An Internal Monologue Between Life and Death.
Mahdy Madness has been playing the long game, moving in silence, stacking releases that kick the scene’s doors clean off their hinges. There’s a dust-coated grit to his presence, a shadowy aura that lingers, and with Phobia, that identity begins to sharpen into focus.
Mahdy turns inward, peeling back layers and stepping into a splintered headspace that shapes the direction of the entire project. ‘Chapter 1’ marks the starting point of a wider rollout, with more chapters set to unfold over the coming months.
Clocking in at over five minutes, Chapter One separates itself from standard single formats with a clear concept. The track breathes, expands, and takes its time, more slow burn than quick hit.
It unfolds across four distinct sections, each carrying its own sound and narrative tone while feeding into a larger arc. Transitions land like scene changes, shifting mood and intensity with intent. The writing leans into atmosphere and repetition, using phrasing as an emotional driver. His flow follows that same curve, starting subdued and conversational, tightening into urgency, then drifting into melodic introspection.
The production opens with a pitched vocal loop bouncing between channels, creating a sense of tension and disorientation. Mahdy enters with a spoken delivery over stripped-back ambient drums, before the track pivots into a trap-driven section where his cadence grows sharper and more aggressive. A later shift introduces an isolated auto-tune passage that stands as one of the track’s defining and most playful moments, his voice stretching, echoing, and bleeding into the instrumental.
The accompanying visual operates on the same wavelength, turning the release into a cohesive audio-visual experience where each element relies on the other. Framed as a short film, it leans into high-drama storytelling while staying grounded in realism, maintaining a strong and deliberate visual identity. The opening sequence – a violent accident – throws the narrative into a liminal space suspended between life and whatever comes after.
Each scene taps into a different state of mind, moving through isolation, rejection, inner conflict, and eventual defiance. The project took nearly two years to complete, filmed across two distinct periods that mirror real chapters in Mahdy’s personal journey. That duality carries onto the screen, adding another layer of authenticity. The approach leans fully into cinematic language, with measured pacing, deliberate framing, and performances that sit comfortably between raw and rehearsed.
Teaming up with director Yasmine Abou Zeid and creative director Khaled Barjouna, Mahdy builds a world that feels pulled straight from his own psyche. With a crew structured more like a film set than a video shoot, complete with CGI work, detailed art direction, and a strong lighting presence, the final result feels tightly wound and intentional.
Positioned as his first full-length body of work, ‘Phobia’ spans eight tracks, including “Fire,” “Enemies,” and “Soul,” with four interconnected visuals forming a larger narrative.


EXERCISE GOAL -
Wherever the string "heating" turns up in the data, copy the whole line.

(Extracts from a graphics dataset)
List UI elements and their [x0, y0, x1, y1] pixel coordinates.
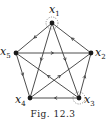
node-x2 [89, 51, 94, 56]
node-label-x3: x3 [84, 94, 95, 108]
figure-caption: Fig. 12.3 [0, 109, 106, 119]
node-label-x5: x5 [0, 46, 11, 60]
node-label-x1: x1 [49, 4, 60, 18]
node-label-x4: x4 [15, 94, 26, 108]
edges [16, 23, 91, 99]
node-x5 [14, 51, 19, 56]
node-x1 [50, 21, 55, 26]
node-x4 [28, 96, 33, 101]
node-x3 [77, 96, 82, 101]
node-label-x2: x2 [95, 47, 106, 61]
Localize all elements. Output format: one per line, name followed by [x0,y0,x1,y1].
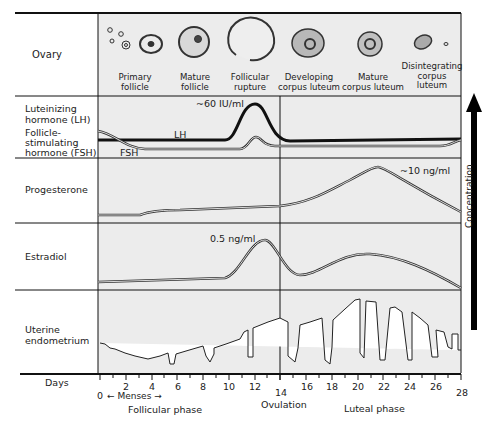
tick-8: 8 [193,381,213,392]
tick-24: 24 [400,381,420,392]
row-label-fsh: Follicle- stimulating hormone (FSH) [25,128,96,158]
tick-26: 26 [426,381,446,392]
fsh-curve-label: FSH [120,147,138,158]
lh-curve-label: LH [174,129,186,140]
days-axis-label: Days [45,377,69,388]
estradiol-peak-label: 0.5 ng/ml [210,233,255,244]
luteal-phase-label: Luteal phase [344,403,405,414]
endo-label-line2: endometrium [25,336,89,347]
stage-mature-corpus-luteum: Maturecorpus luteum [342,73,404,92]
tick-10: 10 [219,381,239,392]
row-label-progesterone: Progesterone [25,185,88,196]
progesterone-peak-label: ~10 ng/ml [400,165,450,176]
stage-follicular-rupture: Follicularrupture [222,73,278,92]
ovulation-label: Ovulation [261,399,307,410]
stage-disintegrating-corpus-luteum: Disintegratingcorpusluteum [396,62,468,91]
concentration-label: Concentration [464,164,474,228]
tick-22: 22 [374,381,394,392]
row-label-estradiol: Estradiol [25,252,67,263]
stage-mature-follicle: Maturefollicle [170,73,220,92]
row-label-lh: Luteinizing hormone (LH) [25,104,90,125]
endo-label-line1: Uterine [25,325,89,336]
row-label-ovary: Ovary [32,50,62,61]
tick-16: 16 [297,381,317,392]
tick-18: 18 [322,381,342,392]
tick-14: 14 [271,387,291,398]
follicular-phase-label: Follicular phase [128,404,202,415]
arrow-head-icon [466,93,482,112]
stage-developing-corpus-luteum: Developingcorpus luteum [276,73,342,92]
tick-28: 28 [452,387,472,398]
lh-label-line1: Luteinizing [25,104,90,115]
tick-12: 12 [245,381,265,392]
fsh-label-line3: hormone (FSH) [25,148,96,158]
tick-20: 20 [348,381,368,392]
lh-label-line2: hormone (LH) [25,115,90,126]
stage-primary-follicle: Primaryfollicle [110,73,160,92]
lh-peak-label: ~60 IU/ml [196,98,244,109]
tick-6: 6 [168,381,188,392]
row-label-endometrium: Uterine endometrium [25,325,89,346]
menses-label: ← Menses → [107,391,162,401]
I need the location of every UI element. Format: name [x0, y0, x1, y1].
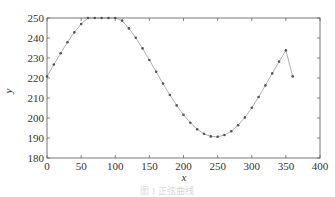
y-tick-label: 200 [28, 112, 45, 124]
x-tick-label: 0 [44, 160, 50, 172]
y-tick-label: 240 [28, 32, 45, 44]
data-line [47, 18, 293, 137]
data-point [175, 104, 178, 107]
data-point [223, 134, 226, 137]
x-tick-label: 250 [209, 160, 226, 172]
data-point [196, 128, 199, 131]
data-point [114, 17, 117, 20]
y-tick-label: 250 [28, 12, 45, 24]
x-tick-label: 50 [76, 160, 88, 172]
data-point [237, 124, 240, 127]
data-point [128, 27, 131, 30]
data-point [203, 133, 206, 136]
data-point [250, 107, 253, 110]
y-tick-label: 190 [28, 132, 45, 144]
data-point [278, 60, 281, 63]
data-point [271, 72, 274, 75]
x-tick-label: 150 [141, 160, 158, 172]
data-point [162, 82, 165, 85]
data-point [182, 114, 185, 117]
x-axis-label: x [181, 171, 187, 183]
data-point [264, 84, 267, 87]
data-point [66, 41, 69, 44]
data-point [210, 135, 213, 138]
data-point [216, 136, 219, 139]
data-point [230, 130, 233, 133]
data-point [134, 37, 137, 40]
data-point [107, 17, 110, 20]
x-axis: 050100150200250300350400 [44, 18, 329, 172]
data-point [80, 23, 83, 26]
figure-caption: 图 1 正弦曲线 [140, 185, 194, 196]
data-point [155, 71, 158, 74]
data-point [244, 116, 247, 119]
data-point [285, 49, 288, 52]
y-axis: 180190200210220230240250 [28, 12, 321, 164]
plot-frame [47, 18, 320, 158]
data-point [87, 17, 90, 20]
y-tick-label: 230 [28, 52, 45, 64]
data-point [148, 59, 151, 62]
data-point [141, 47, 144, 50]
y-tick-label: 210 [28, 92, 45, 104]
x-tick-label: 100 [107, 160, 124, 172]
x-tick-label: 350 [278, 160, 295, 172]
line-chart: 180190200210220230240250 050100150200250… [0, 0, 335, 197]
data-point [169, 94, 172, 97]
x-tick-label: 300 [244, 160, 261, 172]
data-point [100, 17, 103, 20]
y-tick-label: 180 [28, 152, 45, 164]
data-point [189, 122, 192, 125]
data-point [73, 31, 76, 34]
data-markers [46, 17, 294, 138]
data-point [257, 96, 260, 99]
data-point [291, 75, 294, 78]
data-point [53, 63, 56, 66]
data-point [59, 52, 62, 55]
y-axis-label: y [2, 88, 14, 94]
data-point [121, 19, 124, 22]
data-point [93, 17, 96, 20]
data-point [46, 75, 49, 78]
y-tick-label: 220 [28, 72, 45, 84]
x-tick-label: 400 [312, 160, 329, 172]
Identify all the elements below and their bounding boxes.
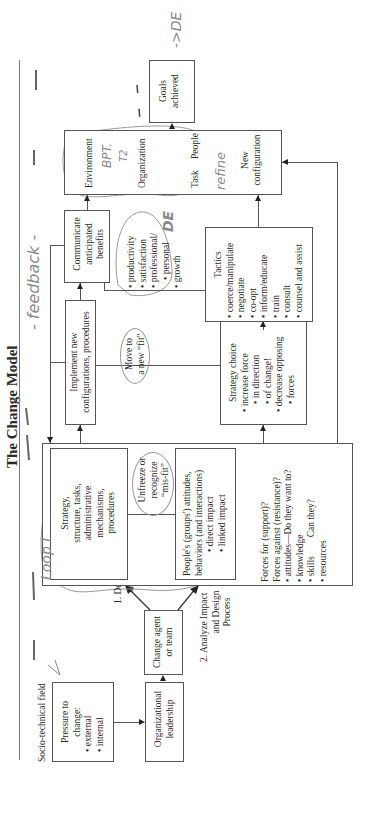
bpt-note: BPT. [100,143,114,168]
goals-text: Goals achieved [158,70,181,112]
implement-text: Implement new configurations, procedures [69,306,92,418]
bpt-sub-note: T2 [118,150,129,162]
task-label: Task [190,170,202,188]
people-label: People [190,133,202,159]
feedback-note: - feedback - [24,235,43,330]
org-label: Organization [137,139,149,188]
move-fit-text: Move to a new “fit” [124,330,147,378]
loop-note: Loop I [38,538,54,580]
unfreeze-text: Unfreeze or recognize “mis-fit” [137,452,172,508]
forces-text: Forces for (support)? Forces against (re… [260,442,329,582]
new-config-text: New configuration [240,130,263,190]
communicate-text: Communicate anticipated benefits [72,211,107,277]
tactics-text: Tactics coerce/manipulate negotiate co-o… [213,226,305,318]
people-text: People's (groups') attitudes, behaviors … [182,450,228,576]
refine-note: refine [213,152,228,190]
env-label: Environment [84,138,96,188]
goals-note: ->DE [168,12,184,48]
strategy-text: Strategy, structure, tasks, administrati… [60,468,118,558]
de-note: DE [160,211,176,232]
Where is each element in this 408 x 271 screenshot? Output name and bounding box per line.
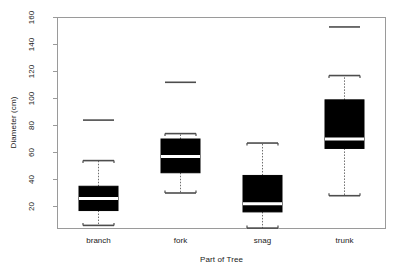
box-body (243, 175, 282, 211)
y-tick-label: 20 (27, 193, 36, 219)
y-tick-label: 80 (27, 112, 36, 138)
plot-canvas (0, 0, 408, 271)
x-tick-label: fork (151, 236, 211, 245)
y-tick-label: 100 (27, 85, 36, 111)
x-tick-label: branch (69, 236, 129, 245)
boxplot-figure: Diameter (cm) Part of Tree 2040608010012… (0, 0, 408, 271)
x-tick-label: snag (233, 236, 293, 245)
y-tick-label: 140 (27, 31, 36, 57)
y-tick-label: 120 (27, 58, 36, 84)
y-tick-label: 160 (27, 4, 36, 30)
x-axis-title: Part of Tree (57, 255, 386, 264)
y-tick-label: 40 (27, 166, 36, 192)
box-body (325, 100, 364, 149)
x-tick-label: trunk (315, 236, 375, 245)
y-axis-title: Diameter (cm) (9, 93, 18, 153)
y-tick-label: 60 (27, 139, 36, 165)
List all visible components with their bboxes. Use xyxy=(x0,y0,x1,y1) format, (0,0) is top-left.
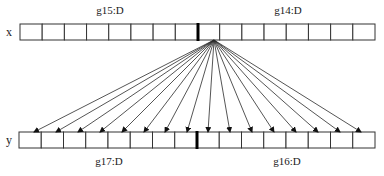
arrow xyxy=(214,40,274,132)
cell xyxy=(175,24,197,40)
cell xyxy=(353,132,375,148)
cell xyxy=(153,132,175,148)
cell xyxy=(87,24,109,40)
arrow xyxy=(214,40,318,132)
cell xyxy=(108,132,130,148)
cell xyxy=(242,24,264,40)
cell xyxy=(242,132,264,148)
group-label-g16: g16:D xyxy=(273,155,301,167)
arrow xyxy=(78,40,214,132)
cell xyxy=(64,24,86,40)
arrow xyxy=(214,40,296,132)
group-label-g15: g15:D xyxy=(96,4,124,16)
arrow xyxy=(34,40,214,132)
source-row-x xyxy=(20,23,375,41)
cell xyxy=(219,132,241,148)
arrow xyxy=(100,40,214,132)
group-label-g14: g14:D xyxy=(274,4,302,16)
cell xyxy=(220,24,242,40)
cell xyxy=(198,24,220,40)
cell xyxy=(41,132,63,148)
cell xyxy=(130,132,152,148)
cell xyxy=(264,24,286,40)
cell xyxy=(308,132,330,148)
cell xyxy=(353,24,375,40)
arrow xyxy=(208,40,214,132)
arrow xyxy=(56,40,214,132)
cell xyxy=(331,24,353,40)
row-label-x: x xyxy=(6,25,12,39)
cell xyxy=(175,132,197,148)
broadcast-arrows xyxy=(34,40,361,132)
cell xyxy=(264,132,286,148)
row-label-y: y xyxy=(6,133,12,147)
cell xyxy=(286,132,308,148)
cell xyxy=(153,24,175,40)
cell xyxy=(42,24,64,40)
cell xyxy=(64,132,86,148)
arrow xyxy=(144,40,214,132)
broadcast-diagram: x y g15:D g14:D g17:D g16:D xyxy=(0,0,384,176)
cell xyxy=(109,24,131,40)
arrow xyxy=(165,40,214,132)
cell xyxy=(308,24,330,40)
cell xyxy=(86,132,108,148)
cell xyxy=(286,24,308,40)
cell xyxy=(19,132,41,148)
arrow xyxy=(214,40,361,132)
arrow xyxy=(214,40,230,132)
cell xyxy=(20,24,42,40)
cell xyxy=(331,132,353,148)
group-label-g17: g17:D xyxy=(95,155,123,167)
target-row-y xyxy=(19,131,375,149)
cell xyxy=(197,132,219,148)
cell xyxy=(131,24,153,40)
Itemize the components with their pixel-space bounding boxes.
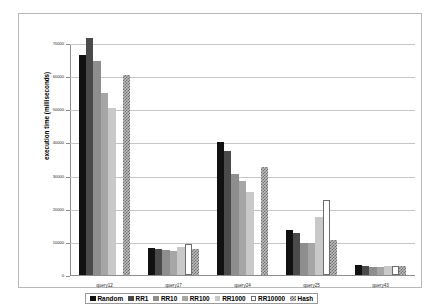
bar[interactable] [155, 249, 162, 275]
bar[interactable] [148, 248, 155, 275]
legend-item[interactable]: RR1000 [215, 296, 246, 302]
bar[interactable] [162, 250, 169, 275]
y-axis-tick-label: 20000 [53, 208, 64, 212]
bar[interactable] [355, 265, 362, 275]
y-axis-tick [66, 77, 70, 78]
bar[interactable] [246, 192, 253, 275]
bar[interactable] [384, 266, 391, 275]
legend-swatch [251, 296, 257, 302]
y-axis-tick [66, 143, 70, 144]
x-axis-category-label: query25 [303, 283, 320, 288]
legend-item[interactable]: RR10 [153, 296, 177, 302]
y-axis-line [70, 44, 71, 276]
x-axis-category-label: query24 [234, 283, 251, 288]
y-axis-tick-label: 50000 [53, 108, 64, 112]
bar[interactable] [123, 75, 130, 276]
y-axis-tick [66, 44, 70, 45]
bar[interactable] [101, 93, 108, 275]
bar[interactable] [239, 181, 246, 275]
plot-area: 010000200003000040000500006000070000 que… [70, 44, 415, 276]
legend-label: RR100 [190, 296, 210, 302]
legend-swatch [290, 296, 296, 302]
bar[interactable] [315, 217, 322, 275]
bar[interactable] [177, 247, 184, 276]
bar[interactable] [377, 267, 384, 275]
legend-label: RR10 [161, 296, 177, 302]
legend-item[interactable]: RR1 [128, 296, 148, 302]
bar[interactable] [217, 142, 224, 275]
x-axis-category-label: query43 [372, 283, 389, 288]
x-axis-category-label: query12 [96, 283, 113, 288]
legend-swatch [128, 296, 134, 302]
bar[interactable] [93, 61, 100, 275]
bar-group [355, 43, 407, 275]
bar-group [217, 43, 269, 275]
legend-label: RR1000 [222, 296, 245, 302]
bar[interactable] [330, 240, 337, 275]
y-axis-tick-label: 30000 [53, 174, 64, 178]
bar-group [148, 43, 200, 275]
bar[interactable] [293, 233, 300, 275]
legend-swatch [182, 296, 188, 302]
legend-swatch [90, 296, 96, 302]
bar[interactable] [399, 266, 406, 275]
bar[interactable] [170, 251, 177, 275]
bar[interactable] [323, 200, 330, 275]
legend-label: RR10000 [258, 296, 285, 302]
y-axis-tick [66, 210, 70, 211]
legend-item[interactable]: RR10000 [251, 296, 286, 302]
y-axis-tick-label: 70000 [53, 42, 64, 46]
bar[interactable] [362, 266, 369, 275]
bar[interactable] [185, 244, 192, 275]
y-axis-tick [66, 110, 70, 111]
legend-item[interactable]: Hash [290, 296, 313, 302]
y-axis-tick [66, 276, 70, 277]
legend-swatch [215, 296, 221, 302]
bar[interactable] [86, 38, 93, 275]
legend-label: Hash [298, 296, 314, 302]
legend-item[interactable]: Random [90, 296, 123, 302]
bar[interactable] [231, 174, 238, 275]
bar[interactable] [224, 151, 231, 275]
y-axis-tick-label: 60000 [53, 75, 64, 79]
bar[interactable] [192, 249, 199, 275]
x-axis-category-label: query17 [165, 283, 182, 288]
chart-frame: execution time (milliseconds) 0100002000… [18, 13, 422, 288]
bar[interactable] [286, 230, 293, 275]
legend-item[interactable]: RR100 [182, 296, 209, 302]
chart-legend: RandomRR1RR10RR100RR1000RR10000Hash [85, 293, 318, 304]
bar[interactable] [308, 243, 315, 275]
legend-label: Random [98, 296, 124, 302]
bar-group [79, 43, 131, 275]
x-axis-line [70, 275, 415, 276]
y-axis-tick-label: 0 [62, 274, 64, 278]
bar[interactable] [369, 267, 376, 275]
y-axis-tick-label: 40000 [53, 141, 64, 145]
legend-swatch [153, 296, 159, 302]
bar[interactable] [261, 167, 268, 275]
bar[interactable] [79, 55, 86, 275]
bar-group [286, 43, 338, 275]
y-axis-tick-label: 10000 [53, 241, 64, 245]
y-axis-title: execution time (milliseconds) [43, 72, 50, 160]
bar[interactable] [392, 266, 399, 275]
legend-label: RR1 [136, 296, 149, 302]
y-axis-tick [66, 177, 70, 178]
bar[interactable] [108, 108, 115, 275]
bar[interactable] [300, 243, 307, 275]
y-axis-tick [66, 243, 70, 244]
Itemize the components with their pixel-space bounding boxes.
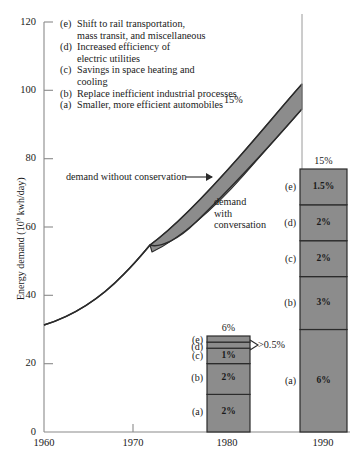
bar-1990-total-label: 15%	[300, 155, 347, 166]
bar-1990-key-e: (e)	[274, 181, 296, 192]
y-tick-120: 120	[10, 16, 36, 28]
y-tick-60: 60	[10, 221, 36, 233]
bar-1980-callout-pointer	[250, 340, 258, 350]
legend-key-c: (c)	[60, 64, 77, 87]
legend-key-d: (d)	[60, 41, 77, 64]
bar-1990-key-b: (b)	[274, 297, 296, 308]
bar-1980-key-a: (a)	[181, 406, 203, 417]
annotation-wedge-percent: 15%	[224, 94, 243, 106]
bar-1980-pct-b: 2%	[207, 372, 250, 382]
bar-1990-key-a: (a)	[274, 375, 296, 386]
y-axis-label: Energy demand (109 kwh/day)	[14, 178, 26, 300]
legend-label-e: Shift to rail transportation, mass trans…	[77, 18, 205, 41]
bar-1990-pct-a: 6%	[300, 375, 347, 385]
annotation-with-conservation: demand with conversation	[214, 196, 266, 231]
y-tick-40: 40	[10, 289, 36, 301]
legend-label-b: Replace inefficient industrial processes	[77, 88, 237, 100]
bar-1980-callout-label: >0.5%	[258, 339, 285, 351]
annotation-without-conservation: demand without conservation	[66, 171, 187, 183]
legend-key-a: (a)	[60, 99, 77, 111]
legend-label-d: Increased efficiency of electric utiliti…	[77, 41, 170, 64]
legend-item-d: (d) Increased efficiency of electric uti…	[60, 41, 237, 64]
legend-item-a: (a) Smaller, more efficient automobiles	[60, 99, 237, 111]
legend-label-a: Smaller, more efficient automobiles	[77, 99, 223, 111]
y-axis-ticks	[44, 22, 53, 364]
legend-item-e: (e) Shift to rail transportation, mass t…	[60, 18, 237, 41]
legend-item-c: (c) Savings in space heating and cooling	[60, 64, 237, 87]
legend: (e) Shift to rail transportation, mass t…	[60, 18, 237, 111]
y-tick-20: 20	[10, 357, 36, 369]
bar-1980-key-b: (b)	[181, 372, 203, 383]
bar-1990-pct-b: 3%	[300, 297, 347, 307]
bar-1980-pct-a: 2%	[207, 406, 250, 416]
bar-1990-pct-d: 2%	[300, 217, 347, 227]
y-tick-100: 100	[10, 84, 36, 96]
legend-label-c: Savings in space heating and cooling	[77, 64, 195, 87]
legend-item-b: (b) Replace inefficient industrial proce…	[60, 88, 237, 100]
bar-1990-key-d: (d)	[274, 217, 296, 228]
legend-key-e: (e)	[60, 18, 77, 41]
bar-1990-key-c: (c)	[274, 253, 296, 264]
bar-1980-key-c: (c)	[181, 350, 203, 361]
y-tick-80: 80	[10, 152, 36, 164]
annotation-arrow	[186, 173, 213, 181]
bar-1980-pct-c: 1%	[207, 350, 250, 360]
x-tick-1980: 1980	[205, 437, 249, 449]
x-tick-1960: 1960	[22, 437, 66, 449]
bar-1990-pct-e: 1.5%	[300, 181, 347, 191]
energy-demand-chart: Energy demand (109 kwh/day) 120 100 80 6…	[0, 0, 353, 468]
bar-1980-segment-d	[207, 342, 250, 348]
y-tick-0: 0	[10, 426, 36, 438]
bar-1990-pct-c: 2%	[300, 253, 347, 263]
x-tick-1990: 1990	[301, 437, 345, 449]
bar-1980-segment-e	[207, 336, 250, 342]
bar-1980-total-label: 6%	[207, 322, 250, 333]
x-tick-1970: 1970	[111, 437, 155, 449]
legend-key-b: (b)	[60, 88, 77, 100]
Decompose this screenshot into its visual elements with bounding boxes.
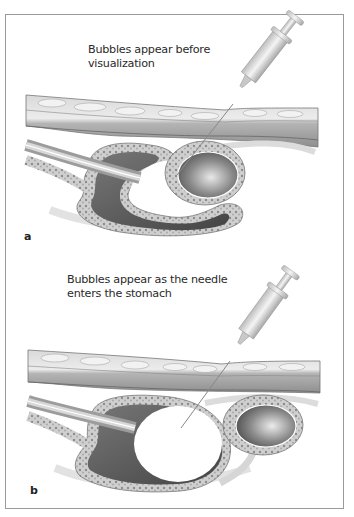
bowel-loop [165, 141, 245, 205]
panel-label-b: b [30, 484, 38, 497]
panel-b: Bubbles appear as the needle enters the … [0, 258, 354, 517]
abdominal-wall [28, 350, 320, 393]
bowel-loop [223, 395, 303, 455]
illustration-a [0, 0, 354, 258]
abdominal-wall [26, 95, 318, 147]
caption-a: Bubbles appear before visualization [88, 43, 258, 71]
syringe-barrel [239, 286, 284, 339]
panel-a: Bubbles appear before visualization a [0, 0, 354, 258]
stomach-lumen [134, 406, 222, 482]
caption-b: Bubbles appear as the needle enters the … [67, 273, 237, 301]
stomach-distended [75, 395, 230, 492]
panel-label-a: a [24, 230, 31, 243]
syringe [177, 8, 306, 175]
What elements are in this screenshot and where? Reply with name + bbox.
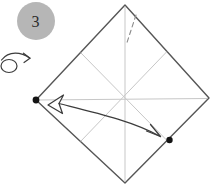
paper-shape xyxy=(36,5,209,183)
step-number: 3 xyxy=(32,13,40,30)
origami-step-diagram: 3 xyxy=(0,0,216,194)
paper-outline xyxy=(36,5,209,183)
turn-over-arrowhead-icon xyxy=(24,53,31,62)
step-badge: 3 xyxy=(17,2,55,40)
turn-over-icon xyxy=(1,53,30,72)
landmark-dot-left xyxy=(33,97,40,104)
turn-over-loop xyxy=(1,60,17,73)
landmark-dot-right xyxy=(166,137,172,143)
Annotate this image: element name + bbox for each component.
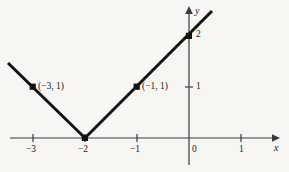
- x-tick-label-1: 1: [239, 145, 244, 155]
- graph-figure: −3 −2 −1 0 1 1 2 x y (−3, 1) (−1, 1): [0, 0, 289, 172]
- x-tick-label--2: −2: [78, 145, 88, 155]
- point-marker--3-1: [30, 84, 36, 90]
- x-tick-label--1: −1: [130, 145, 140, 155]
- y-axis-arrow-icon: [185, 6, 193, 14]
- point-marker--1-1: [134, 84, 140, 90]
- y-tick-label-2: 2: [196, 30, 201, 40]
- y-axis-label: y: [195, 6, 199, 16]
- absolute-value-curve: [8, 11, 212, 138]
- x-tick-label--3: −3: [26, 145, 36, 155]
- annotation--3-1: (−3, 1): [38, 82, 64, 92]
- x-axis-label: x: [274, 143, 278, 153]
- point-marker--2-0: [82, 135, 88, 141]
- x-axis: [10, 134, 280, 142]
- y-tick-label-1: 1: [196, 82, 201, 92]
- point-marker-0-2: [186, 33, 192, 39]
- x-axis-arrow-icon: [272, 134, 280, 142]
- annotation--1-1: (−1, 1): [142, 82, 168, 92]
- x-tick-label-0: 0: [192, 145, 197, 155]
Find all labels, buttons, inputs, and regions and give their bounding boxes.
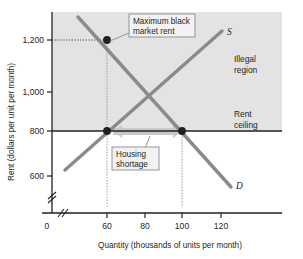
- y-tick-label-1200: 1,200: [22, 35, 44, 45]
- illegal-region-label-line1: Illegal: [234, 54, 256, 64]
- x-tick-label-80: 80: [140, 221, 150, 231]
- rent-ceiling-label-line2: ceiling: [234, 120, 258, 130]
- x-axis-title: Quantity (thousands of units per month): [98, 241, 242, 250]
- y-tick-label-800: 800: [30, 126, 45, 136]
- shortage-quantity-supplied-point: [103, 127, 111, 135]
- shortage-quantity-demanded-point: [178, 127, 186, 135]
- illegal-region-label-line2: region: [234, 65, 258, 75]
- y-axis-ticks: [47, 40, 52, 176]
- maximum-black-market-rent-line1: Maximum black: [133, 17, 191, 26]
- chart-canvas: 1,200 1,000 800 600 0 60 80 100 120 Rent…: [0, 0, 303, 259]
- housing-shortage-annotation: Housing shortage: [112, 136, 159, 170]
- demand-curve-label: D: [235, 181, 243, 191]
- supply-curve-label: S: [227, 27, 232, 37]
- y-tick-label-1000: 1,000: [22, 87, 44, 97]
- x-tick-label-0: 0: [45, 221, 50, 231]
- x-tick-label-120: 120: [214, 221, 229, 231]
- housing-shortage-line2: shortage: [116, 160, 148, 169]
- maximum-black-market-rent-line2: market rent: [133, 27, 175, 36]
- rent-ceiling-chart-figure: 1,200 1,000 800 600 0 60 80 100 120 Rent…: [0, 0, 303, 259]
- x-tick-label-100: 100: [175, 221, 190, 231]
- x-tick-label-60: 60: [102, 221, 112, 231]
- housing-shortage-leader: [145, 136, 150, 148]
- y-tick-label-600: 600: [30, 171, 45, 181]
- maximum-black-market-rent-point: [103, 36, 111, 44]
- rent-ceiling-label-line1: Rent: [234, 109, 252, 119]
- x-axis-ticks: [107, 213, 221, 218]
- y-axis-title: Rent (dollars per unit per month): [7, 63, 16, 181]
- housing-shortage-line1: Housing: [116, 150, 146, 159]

PROBLEM SOLUTION -
legend-item-c: (c) Savings in space heating and cooling	[60, 64, 237, 87]
legend-label-c: Savings in space heating and cooling	[77, 64, 195, 87]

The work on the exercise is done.